GNOME Bugzilla – Bug 734104
Add automated tests for gedit
Last modified: 2020-11-24 09:57:49 UTC
Created attachment 282243 [details] [review] Minimal test set and needed structure Gedit is highly used core application and should have minimal set of automated tests which can be run under GnomeContinuous environment as InstalledTests.
Review of attachment 282243 [details] [review]: Here is a very fast initial review, please add the copyrights, also gedit is python2 free and I really would like to avoid depending on python2...
Thanks for the really fast response! The copyrights shouldn't be a problem, but I'm not sure how is the dogtail's python3 status.. I will look at it and produce new version of this patch soon.
Here comes some status update: Situation about Dogtail is following: I've re-ported dogtail to python3 and it looks like we could have in few week a rpm package of dogtail3 - fully compatible with python3. Different situation is with behave, the second tool we use. behave's port to python3 is in buggy state and even if I resolve the problems there (what I definitely want to do in very near future), I don't have any influence on behave's maintainers and building python3-behave can be really problematic from this point of view. So, is it a really unbreakable problem to have python2 ONLY for these test, which are primary executed under GnomeContinuous? If so, I would have to freeze this request until all the python3 ports are ready.
Is there anywhere set in the stone that we have to use behave? Good ol' structured programming is 99% of what we need anyway. Otherwise I have a test suite internally, which I could happily work on to port to this test suite, but it is currently completely broken (it was for gedit 3.8, i.e. with the menubar).
Is it to test the UI? Because the UI is an ever-changing thing, and I don't know if it's worth the effort to write lots of test for it. The UI is usually the simple part of the code. The more complicated part, the backend, has already lots of tests in GtkSourceView, but tests are missing for some important features, like syntax highlighting. If lots of tests are written for the UI, it means that when we want to change something in the UI, we need to adapt the tests, which can be cumbersome. The backend code usually changes less.
(In reply to Sébastien Wilmet from comment #5) > Is it to test the UI? Because the UI is an ever-changing thing, and I don't > know if it's worth the effort to write lots of test for it. The UI is > usually the simple part of the code. The more complicated part, the backend, > has already lots of tests in GtkSourceView, but tests are missing for some > important features, like syntax highlighting. Well, don't look it at as mere "test of UI", but as a functional testing. It is done anyway by Red Hat (where the code comes from) and I guess other enterprise distros as well, so it may be as well maintained inside of the Gnome repo. > If lots of tests are written for the UI, it means that when we want to > change something in the UI, we need to adapt the tests, which can be > cumbersome. The backend code usually changes less. Well, I don't think that keeping tests in sync is the primary responsibility of the normal developers. Whoever wants to use the tests should be held responsible for maintaining them, I guess.
Having those tests upstream definitely makes sense, to not repeat work for each enterprise distro.
Mass-closing of all gedit bugzilla tickets. Special "code" to find again all those gedit bugzilla tickets that were open before the mass-closing: 2bfe1b0590a78457e1f1a6a90fb975f5878cb60064ccfe1d7db76ca0da52f0f3 By searching the above sha256sum in bugzilla, the gedit contributors can find again the tickets. We may be interested to do so when we work on a specific area of the code, to at least know the known problems and possible enhancements. We do this mass-closing because bugzilla.gnome.org is being replaced by gitlab.gnome.org.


▶ **Exercise prompt**: Line by line, the data below should be set down unchanged, with images excluded.
++++++++++++++++++++
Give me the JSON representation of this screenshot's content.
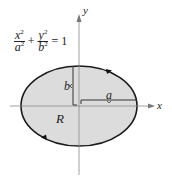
{
  "equation": {
    "term1": {
      "numerator": "x",
      "denominator": "a",
      "exponent": "2"
    },
    "plus": "+",
    "term2": {
      "numerator": "y",
      "denominator": "b",
      "exponent": "2"
    },
    "equals": "= 1"
  },
  "axes": {
    "x_label": "x",
    "y_label": "y"
  },
  "labels": {
    "semi_major": "a",
    "semi_minor": "b",
    "region": "R"
  },
  "colors": {
    "fill": "#d9d9d9",
    "stroke": "#1a1a1a",
    "axis": "#888888"
  }
}
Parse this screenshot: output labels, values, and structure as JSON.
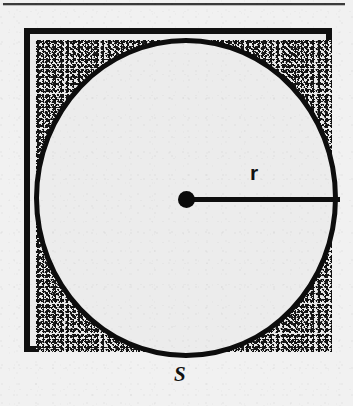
{
  "page": {
    "background_color": "#f1f1f1",
    "top_rule_color": "#3b3b3b"
  },
  "figure": {
    "title": "",
    "ink_color": "#0d0d0d",
    "fill_color": "#ececec",
    "stipple_color": "#111111",
    "square": {
      "name": "square",
      "side_label": "S"
    },
    "circle": {
      "name": "inscribed-circle",
      "radius_label": "r"
    },
    "center_point": {
      "name": "center-point"
    },
    "labels": {
      "radius": "r",
      "side": "S"
    }
  },
  "chart_data": {
    "type": "diagram",
    "shapes": [
      {
        "shape": "square",
        "label": "S",
        "label_position": "bottom-center",
        "side_px": 308,
        "x": 24,
        "y": 28,
        "stroke_px": 6,
        "stroke_color": "#101010",
        "fill_color": "#ececec"
      },
      {
        "shape": "circle",
        "label": "r",
        "label_position": "above-radius-right",
        "center_x": 178,
        "center_y": 192,
        "radius_px": 152,
        "stroke_px": 5,
        "stroke_color": "#0d0d0d",
        "fill_color": "#ececec"
      },
      {
        "shape": "point",
        "name": "center",
        "center_x": 178,
        "center_y": 192,
        "radius_px": 8,
        "fill_color": "#0a0a0a"
      },
      {
        "shape": "segment",
        "name": "radius",
        "label": "r",
        "x1": 178,
        "y1": 192,
        "x2": 332,
        "y2": 192,
        "stroke_px": 5,
        "stroke_color": "#0d0d0d"
      },
      {
        "shape": "shaded-region",
        "name": "corner-regions",
        "count": 4,
        "pattern": "stipple",
        "description": "area inside the square but outside the circle"
      }
    ],
    "relations": [
      "S = 2r",
      "circle is inscribed in square"
    ],
    "annotations": [
      "r",
      "S"
    ],
    "grid": false,
    "legend": null
  }
}
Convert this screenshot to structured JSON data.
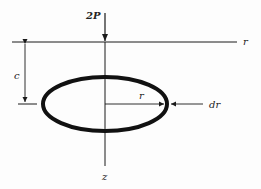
{
  "diagram": {
    "labels": {
      "load": "2P",
      "horizontal_axis": "r",
      "vertical_axis": "z",
      "depth": "c",
      "radius": "r",
      "thickness": "dr"
    },
    "colors": {
      "stroke": "#1a1a1a",
      "background": "#fdfdfd"
    },
    "geometry": {
      "axis_x": 105,
      "surface_y": 42,
      "ring_center_y": 104,
      "ring_rx": 62,
      "ring_ry": 27
    }
  }
}
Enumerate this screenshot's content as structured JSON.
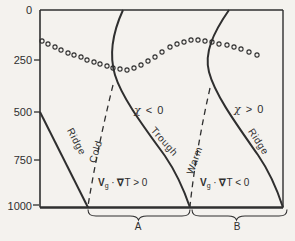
{
  "figure": {
    "y_axis": {
      "pressure_labels": [
        "0",
        "250",
        "500",
        "750",
        "1000"
      ]
    },
    "axis_labels": {
      "ridge_left": "Ridge",
      "cold": "Cold",
      "trough": "Trough",
      "warm": "Warm",
      "ridge_right": "Ridge"
    },
    "annotations": {
      "chi_negative": {
        "symbol": "χ",
        "relation": " < 0"
      },
      "chi_positive": {
        "symbol": "χ",
        "relation": " > 0"
      },
      "advection_left": {
        "vector": "V",
        "sub": "g",
        "dot": " · ",
        "nabla": "∇",
        "rest": "T > 0"
      },
      "advection_right": {
        "vector": "V",
        "sub": "g",
        "dot": " · ",
        "nabla": "∇",
        "rest": "T < 0"
      }
    },
    "braces": {
      "left": "A",
      "right": "B"
    },
    "tropopause_points": [
      [
        42,
        41
      ],
      [
        48,
        44
      ],
      [
        55,
        47
      ],
      [
        61,
        50
      ],
      [
        68,
        53
      ],
      [
        74,
        55
      ],
      [
        81,
        57
      ],
      [
        87,
        60
      ],
      [
        94,
        62
      ],
      [
        100,
        64
      ],
      [
        107,
        66
      ],
      [
        113,
        68
      ],
      [
        120,
        69
      ],
      [
        127,
        70
      ],
      [
        134,
        68
      ],
      [
        141,
        65
      ],
      [
        148,
        61
      ],
      [
        155,
        57
      ],
      [
        162,
        52
      ],
      [
        170,
        47
      ],
      [
        177,
        44
      ],
      [
        184,
        42
      ],
      [
        191,
        40
      ],
      [
        198,
        40
      ],
      [
        205,
        41
      ],
      [
        212,
        42
      ],
      [
        219,
        44
      ],
      [
        227,
        45
      ],
      [
        234,
        47
      ],
      [
        241,
        49
      ],
      [
        249,
        52
      ],
      [
        257,
        55
      ]
    ],
    "colors": {
      "ink": "#2f2f2f",
      "paper": "#f4f2ee"
    }
  }
}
++++++++++++++++++++
▶ **Exercise output**:
Give me the JSON representation of this screenshot's content.
{
  "equation": {
    "term1": {
      "numerator": "x",
      "denominator": "a",
      "exponent": "2"
    },
    "plus": "+",
    "term2": {
      "numerator": "y",
      "denominator": "b",
      "exponent": "2"
    },
    "equals": "= 1"
  },
  "axes": {
    "x_label": "x",
    "y_label": "y"
  },
  "labels": {
    "semi_major": "a",
    "semi_minor": "b",
    "region": "R"
  },
  "colors": {
    "fill": "#d9d9d9",
    "stroke": "#1a1a1a",
    "axis": "#888888"
  }
}
Parse this screenshot: output labels, values, and structure as JSON.
{
  "page": {
    "background_color": "#f1f1f1",
    "top_rule_color": "#3b3b3b"
  },
  "figure": {
    "title": "",
    "ink_color": "#0d0d0d",
    "fill_color": "#ececec",
    "stipple_color": "#111111",
    "square": {
      "name": "square",
      "side_label": "S"
    },
    "circle": {
      "name": "inscribed-circle",
      "radius_label": "r"
    },
    "center_point": {
      "name": "center-point"
    },
    "labels": {
      "radius": "r",
      "side": "S"
    }
  },
  "chart_data": {
    "type": "diagram",
    "shapes": [
      {
        "shape": "square",
        "label": "S",
        "label_position": "bottom-center",
        "side_px": 308,
        "x": 24,
        "y": 28,
        "stroke_px": 6,
        "stroke_color": "#101010",
        "fill_color": "#ececec"
      },
      {
        "shape": "circle",
        "label": "r",
        "label_position": "above-radius-right",
        "center_x": 178,
        "center_y": 192,
        "radius_px": 152,
        "stroke_px": 5,
        "stroke_color": "#0d0d0d",
        "fill_color": "#ececec"
      },
      {
        "shape": "point",
        "name": "center",
        "center_x": 178,
        "center_y": 192,
        "radius_px": 8,
        "fill_color": "#0a0a0a"
      },
      {
        "shape": "segment",
        "name": "radius",
        "label": "r",
        "x1": 178,
        "y1": 192,
        "x2": 332,
        "y2": 192,
        "stroke_px": 5,
        "stroke_color": "#0d0d0d"
      },
      {
        "shape": "shaded-region",
        "name": "corner-regions",
        "count": 4,
        "pattern": "stipple",
        "description": "area inside the square but outside the circle"
      }
    ],
    "relations": [
      "S = 2r",
      "circle is inscribed in square"
    ],
    "annotations": [
      "r",
      "S"
    ],
    "grid": false,
    "legend": null
  }
}
Convert this screenshot to structured JSON data.
{
  "diagram": {
    "labels": {
      "load": "2P",
      "horizontal_axis": "r",
      "vertical_axis": "z",
      "depth": "c",
      "radius": "r",
      "thickness": "dr"
    },
    "colors": {
      "stroke": "#1a1a1a",
      "background": "#fdfdfd"
    },
    "geometry": {
      "axis_x": 105,
      "surface_y": 42,
      "ring_center_y": 104,
      "ring_rx": 62,
      "ring_ry": 27
    }
  }
}
Enumerate this screenshot's content as structured JSON.
{
  "figure": {
    "y_axis": {
      "pressure_labels": [
        "0",
        "250",
        "500",
        "750",
        "1000"
      ]
    },
    "axis_labels": {
      "ridge_left": "Ridge",
      "cold": "Cold",
      "trough": "Trough",
      "warm": "Warm",
      "ridge_right": "Ridge"
    },
    "annotations": {
      "chi_negative": {
        "symbol": "χ",
        "relation": " < 0"
      },
      "chi_positive": {
        "symbol": "χ",
        "relation": " > 0"
      },
      "advection_left": {
        "vector": "V",
        "sub": "g",
        "dot": " · ",
        "nabla": "∇",
        "rest": "T > 0"
      },
      "advection_right": {
        "vector": "V",
        "sub": "g",
        "dot": " · ",
        "nabla": "∇",
        "rest": "T < 0"
      }
    },
    "braces": {
      "left": "A",
      "right": "B"
    },
    "tropopause_points": [
      [
        42,
        41
      ],
      [
        48,
        44
      ],
      [
        55,
        47
      ],
      [
        61,
        50
      ],
      [
        68,
        53
      ],
      [
        74,
        55
      ],
      [
        81,
        57
      ],
      [
        87,
        60
      ],
      [
        94,
        62
      ],
      [
        100,
        64
      ],
      [
        107,
        66
      ],
      [
        113,
        68
      ],
      [
        120,
        69
      ],
      [
        127,
        70
      ],
      [
        134,
        68
      ],
      [
        141,
        65
      ],
      [
        148,
        61
      ],
      [
        155,
        57
      ],
      [
        162,
        52
      ],
      [
        170,
        47
      ],
      [
        177,
        44
      ],
      [
        184,
        42
      ],
      [
        191,
        40
      ],
      [
        198,
        40
      ],
      [
        205,
        41
      ],
      [
        212,
        42
      ],
      [
        219,
        44
      ],
      [
        227,
        45
      ],
      [
        234,
        47
      ],
      [
        241,
        49
      ],
      [
        249,
        52
      ],
      [
        257,
        55
      ]
    ],
    "colors": {
      "ink": "#2f2f2f",
      "paper": "#f4f2ee"
    }
  }
}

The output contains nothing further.